The Council (and perhaps a caravan) honour the same with statues in Palmyra, Charax, Vologesias and the
station of Genna? ( = Umm el *Amed). Mention of building by him of a [temple] of imperial cult in
Vologesias, and of his special powers there. Rescripts of Hadrian and Antoninus in his favour mentioned.
17. Inv. X, 111. a.d. 156
A caravan having gone to Charax honours its leader, M. Ulpius Yarhai b. Hairan Abgar.
18. Inv. X, 87-88 (CIS II, 3960). a.d. 157
Merchants back from an expedition honour the same.
19. In v. X, 90. a.d. 157
A caravan under Yarhai Zabdilah, back from Charax, honours the same.
20. Inv. X, 96; Seyrig, JRS 40 (1950), 6. a.d. 157
Merchants back from Scythia on the ship of Honainu b. Haddudan, honour the same for having helped
them.
2\.Inv. X, 107. a.d. 159
A caravan back from Charax under his son Abgar, honours the same.
22. Cantineau, Syria 19 (1938), 75. a.d. 159
Haddudan b. Haddudan Firm?n honours the same, for helping him in Charax.
23. Inv. X, 89. No date.
Merchants . . . honour the same.
24. Milik, D?dicaces, p. 32 (Cantineau, Syria 14 (1993), 187; Inv. X, 95 and 91).
Merchants back from Scythia on the ship of Beelaios Kyrou honour NN [Milik: the same, in a.d. 157].
25. Inv. X, 29. a.d. 161
Merchants back from Charax under Nesa b. Bolyada' (brother of So'adu, supra 14-16) honour M. Aemilius
Marcianus Asclepiades, counselor of Antioch and customs contractor.
26. Inv. X, 19. No date.
Merchants back from Charax . . .
27. Inv. X, 47. a.d. 89-188
A caravan honours its leader Taimar?u b. Lisams Malku A'abi. Cf. supra 9 and 11.
28. Inv. Ill, 28 (CIS II, 3948). a.d. 193
A caravan back from Charax honours its leader Taimar?u b. Taime b. Moqimu Garba and his sons Yaddai
and Zabdibol, for having spared it an expense of 300 gold denarii.
29. Inv. X, 44, cf. Milik, D?dicaces, 23 and 258. a.d. 199
The Council orders the four tribes to honour with 4 statues Ogeilu b. Maqqai b. Ogeilu Sewira, several
times strategos against the nomads, having assured security of merchants and of many caravans under his
leadership.
30. Inv. Ill, 29 (CIS II, 3949). a.d. 211
Honouring Yaddai b. Taimarsu b. Taime Moqimu Garba (cf. supra 28), having helped the merchants in
Vologesias.
31. Inv. Ill, 21 (CIS II, 3933). a.d. 247
Merchants having gone to Vologesias, for their leader Julius Aurelius Zebida b. Moqimu Zebida 'Astor
Baida.
32. Inv. Ill, 13 (CIS II, 3936). a.d. 257/258w
The Council honours Julius Aurelius Salamallat b. Male 'Abdai, caravan leader (archemporos), having
brought back a caravan at his own expense.

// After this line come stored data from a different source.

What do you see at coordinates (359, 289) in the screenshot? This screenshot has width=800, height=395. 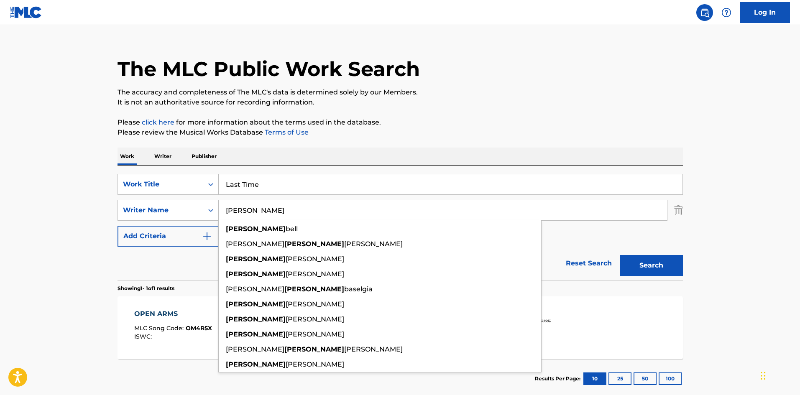 I see `span: baselgia` at bounding box center [359, 289].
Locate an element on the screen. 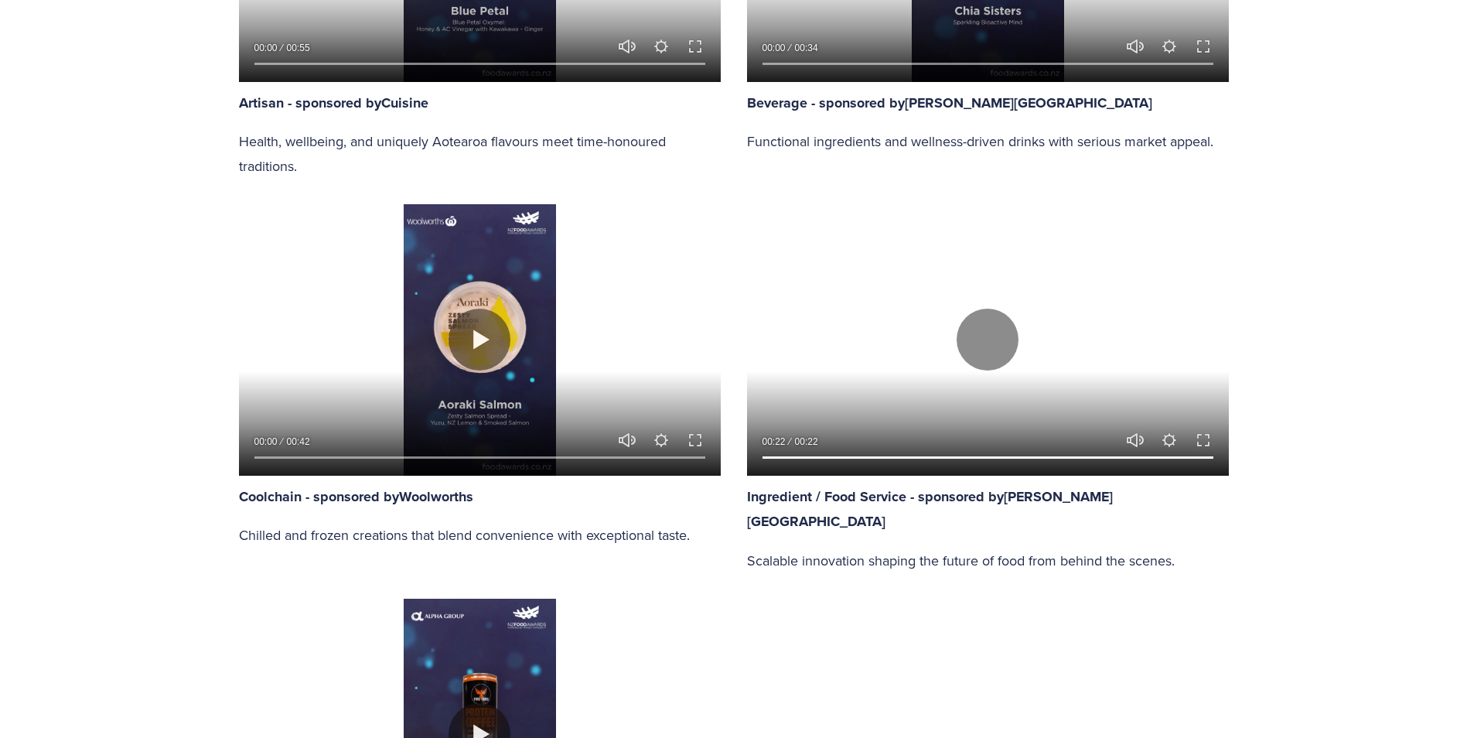  strong: Woolworths is located at coordinates (436, 496).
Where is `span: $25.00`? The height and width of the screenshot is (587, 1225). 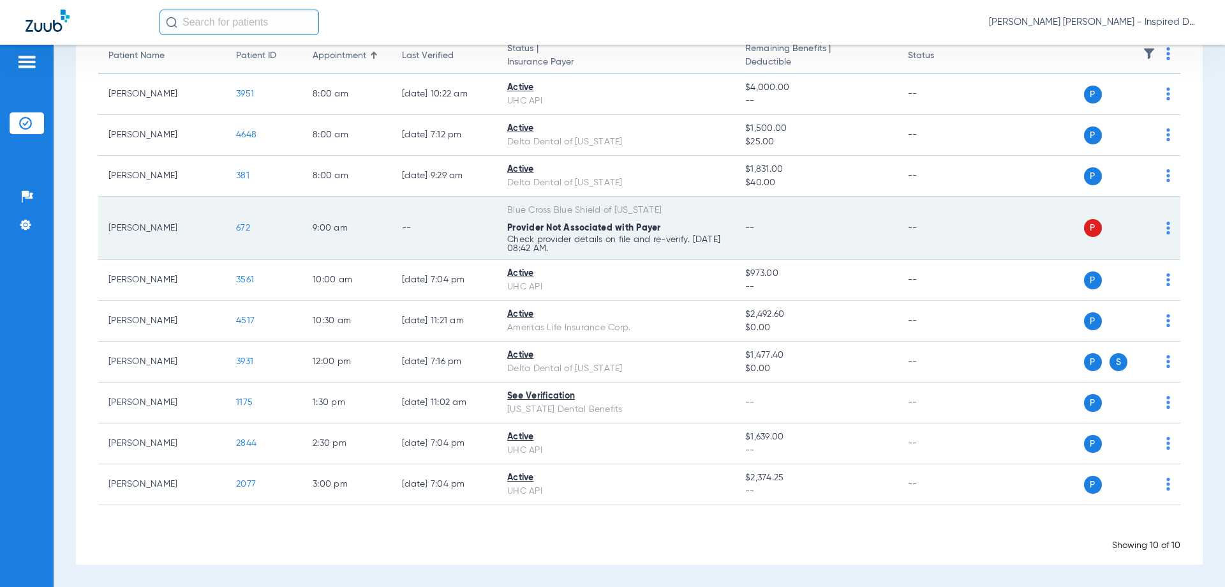 span: $25.00 is located at coordinates (816, 142).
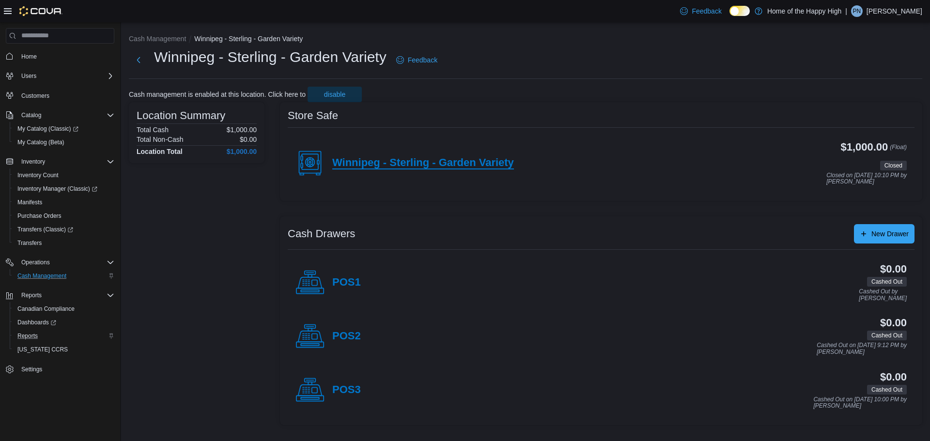  Describe the element at coordinates (64, 276) in the screenshot. I see `span: Cash Management` at that location.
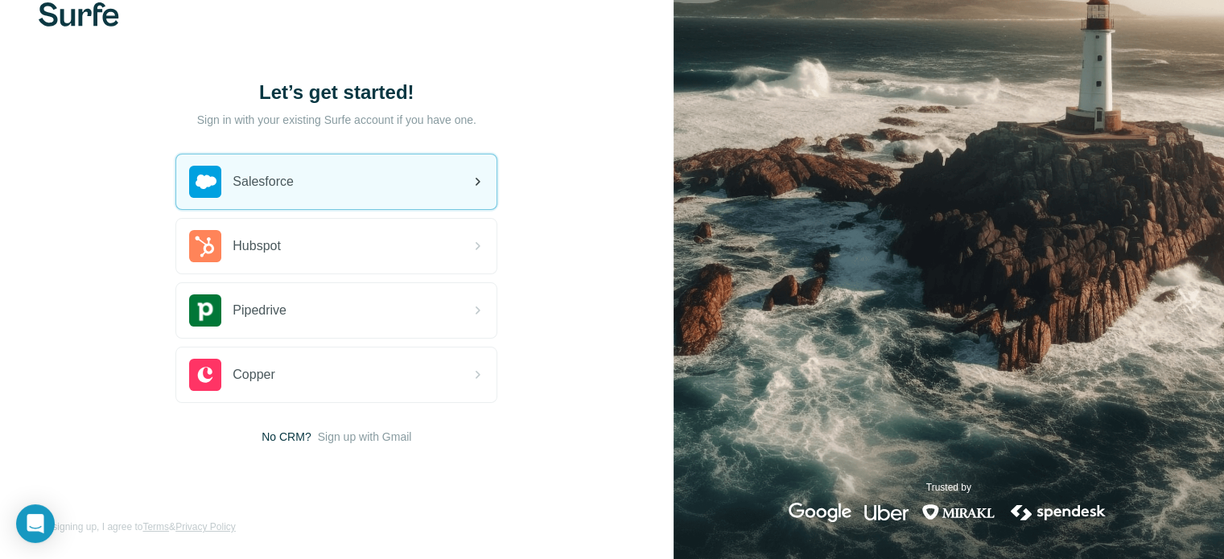 Image resolution: width=1224 pixels, height=559 pixels. What do you see at coordinates (205, 527) in the screenshot?
I see `a: Privacy Policy` at bounding box center [205, 527].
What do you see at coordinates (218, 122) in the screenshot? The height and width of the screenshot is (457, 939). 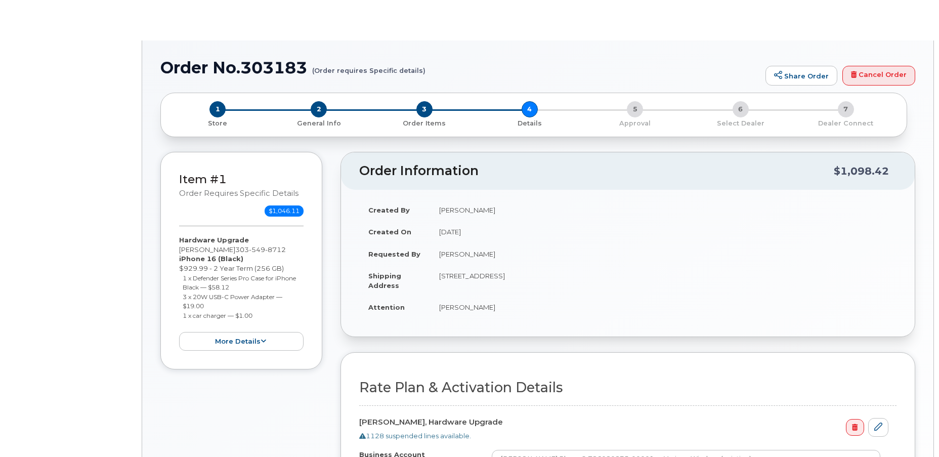 I see `a: 1 Store` at bounding box center [218, 122].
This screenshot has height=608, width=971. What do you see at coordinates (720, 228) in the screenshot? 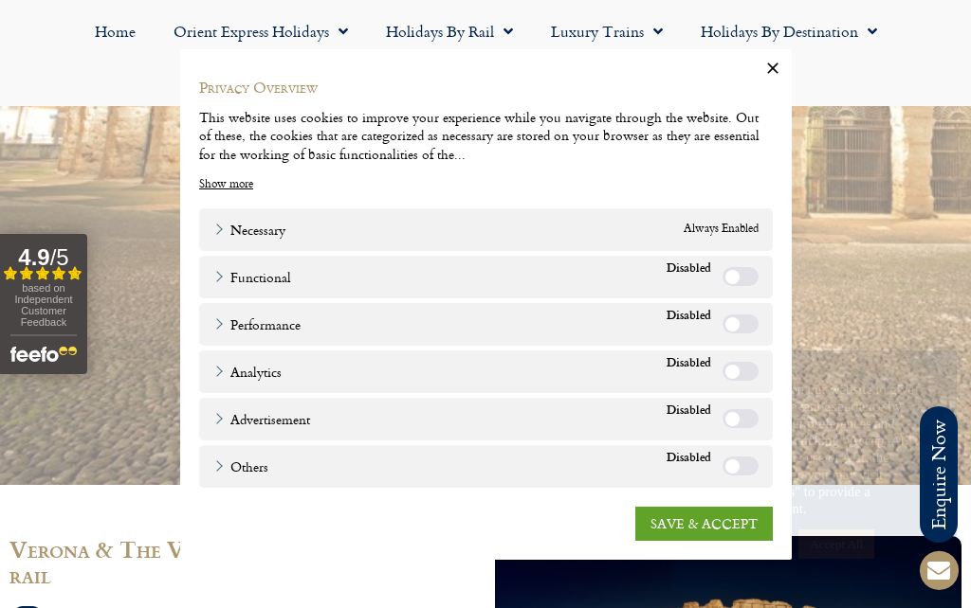
I see `span: Always Enabled` at bounding box center [720, 228].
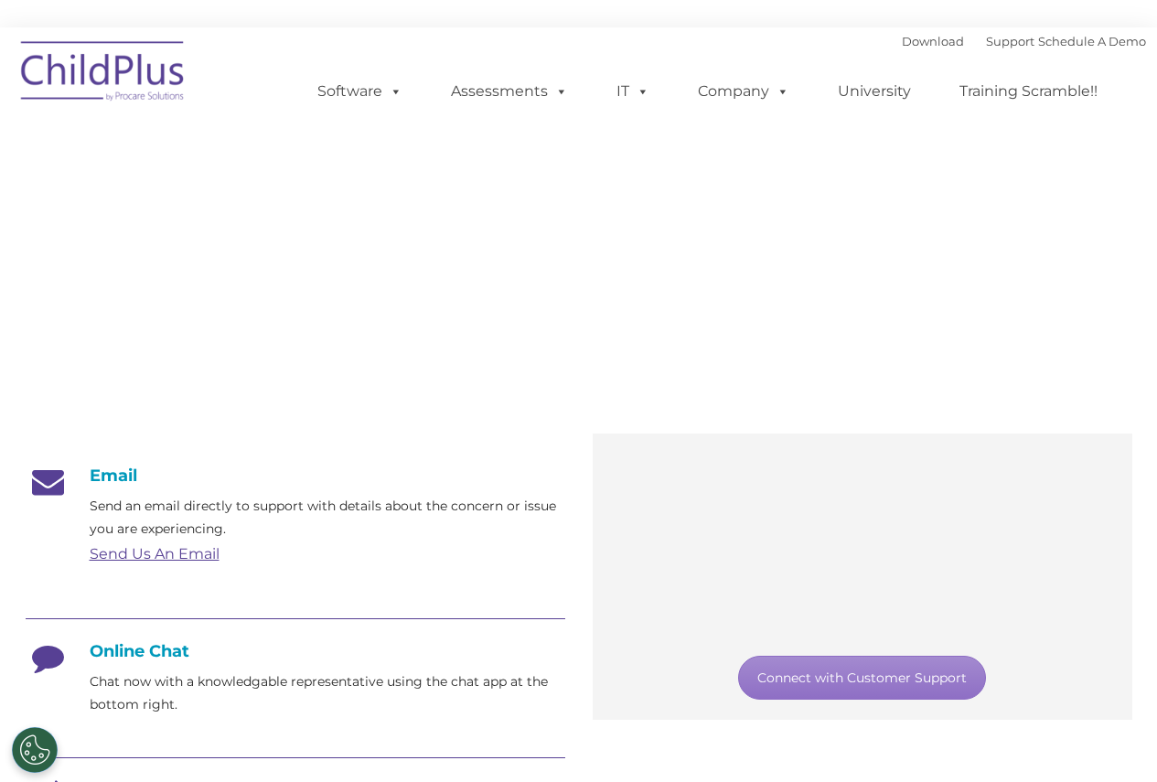 This screenshot has width=1157, height=782. I want to click on a: IT, so click(633, 91).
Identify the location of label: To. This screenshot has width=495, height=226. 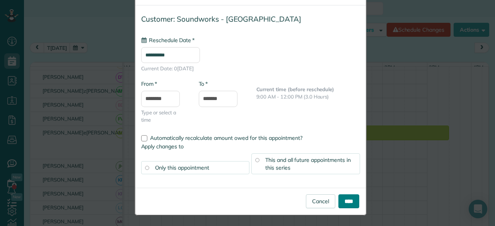
(203, 84).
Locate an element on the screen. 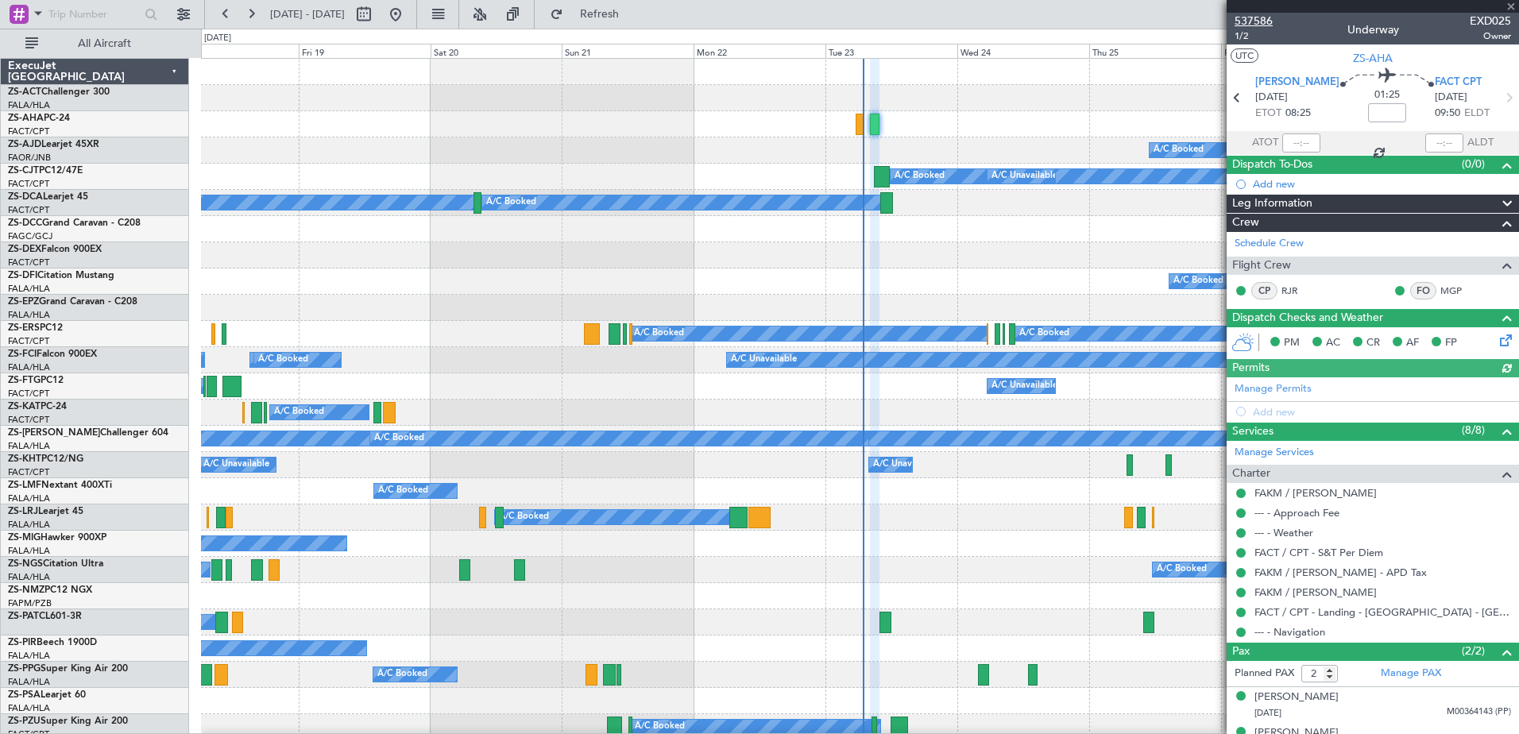 The image size is (1519, 734). a: ZS-ERSPC12 is located at coordinates (35, 328).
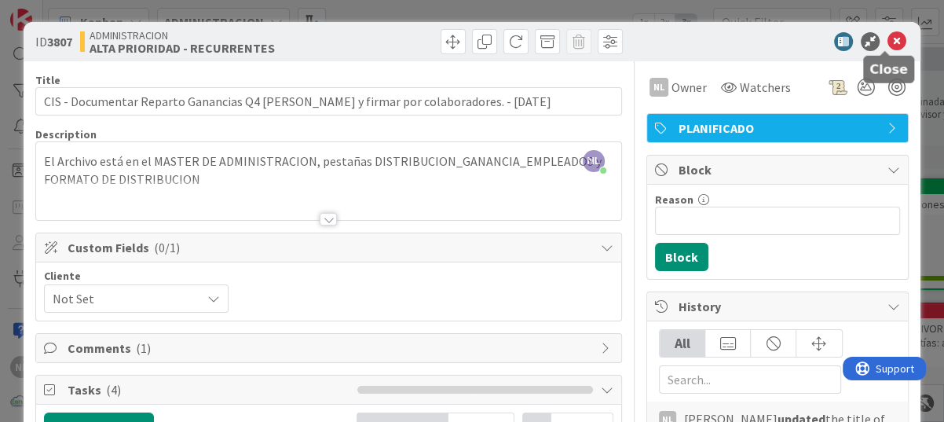  Describe the element at coordinates (123, 298) in the screenshot. I see `span: Not Set` at that location.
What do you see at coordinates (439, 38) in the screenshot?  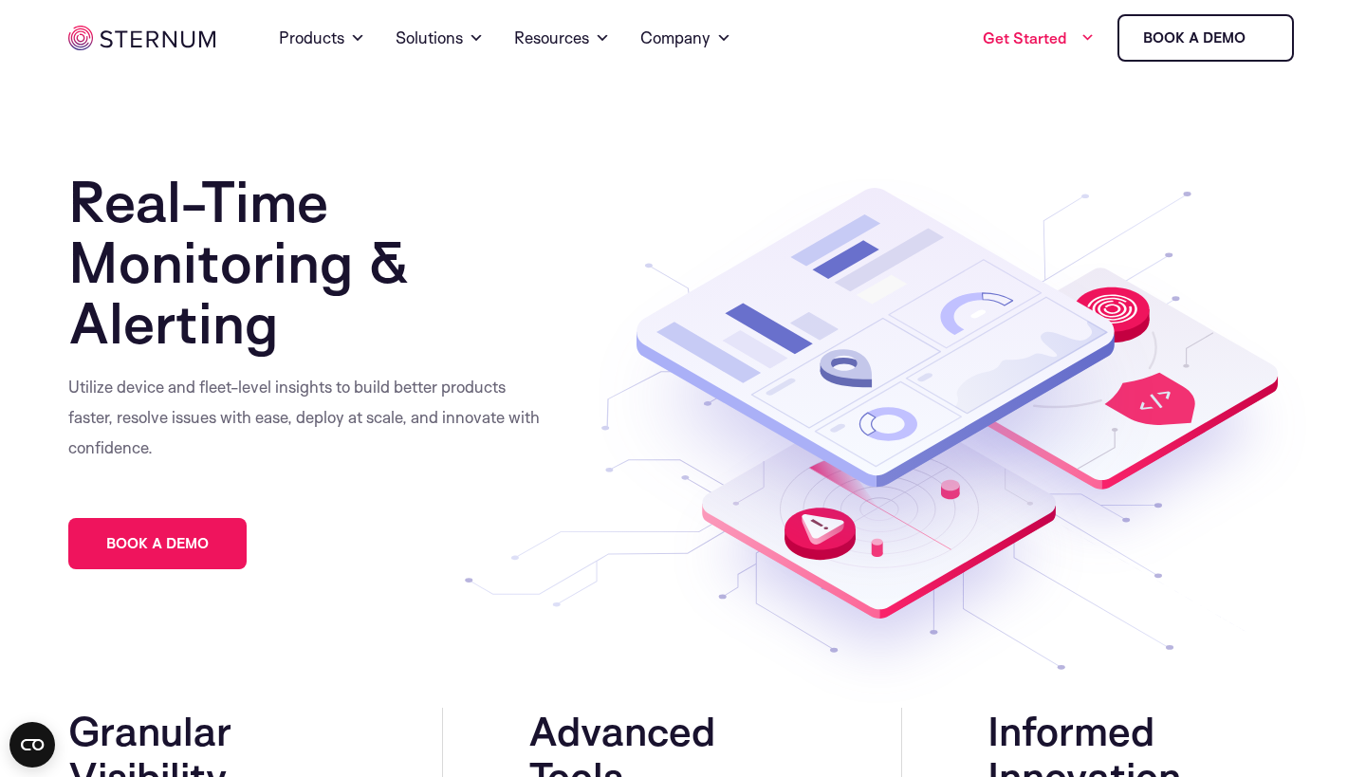 I see `a: Solutions` at bounding box center [439, 38].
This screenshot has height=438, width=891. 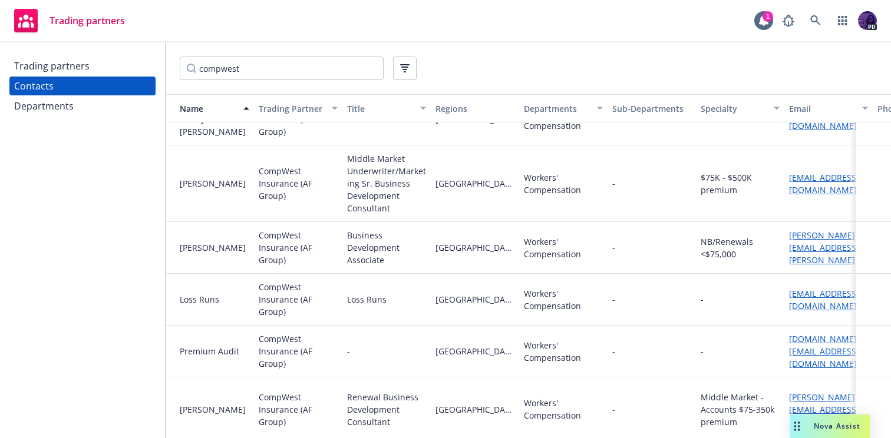 I want to click on span: Trading partners, so click(x=87, y=21).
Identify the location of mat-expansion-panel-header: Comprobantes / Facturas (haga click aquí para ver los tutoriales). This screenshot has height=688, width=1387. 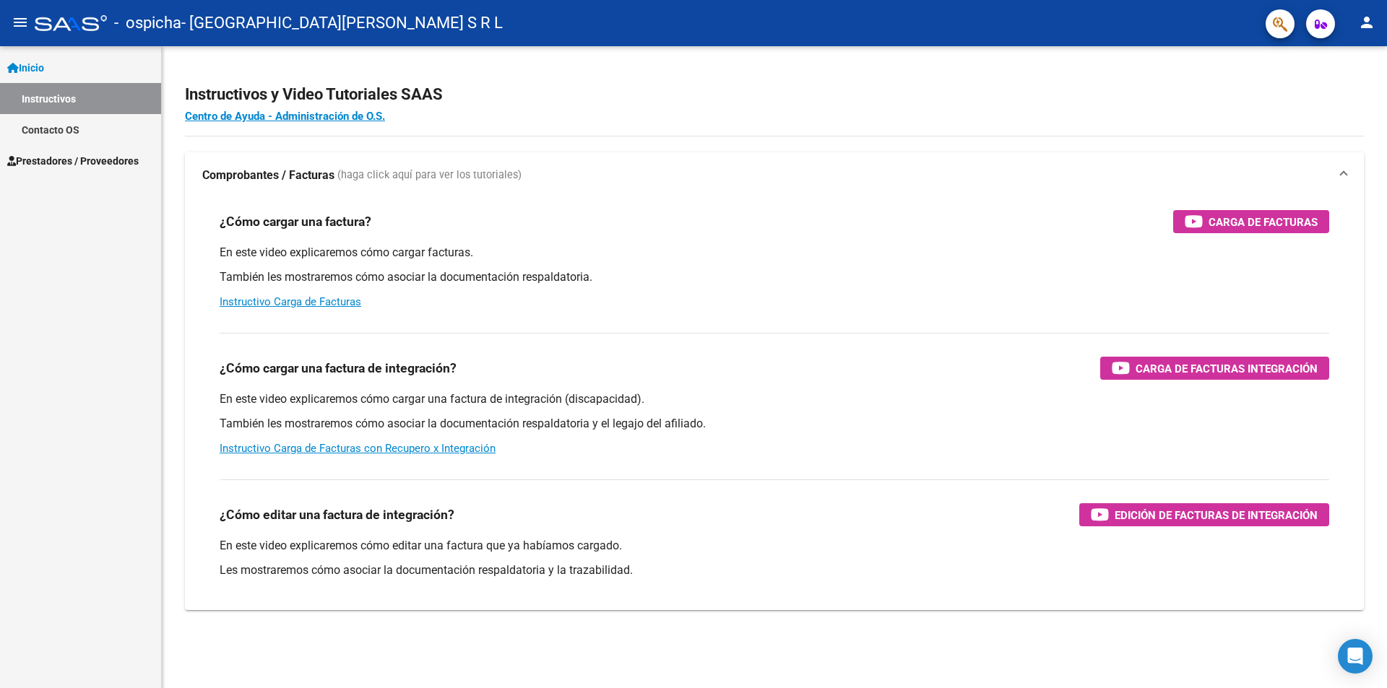
(774, 176).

33. Inv. IX, 30. 3rd century.
The Council honours Julius Aurelius Nebomai b. Taimisams b. Bonne Sabi, caravan leader, having
brought a caravan back.
34. Inv. Ill, 7 (CIS II, 3942). After a.d. 260
The Council honours Septimius Worod, procurator and argapet, having brought back caravans at his own
expense and being given testimony by caravan leaders.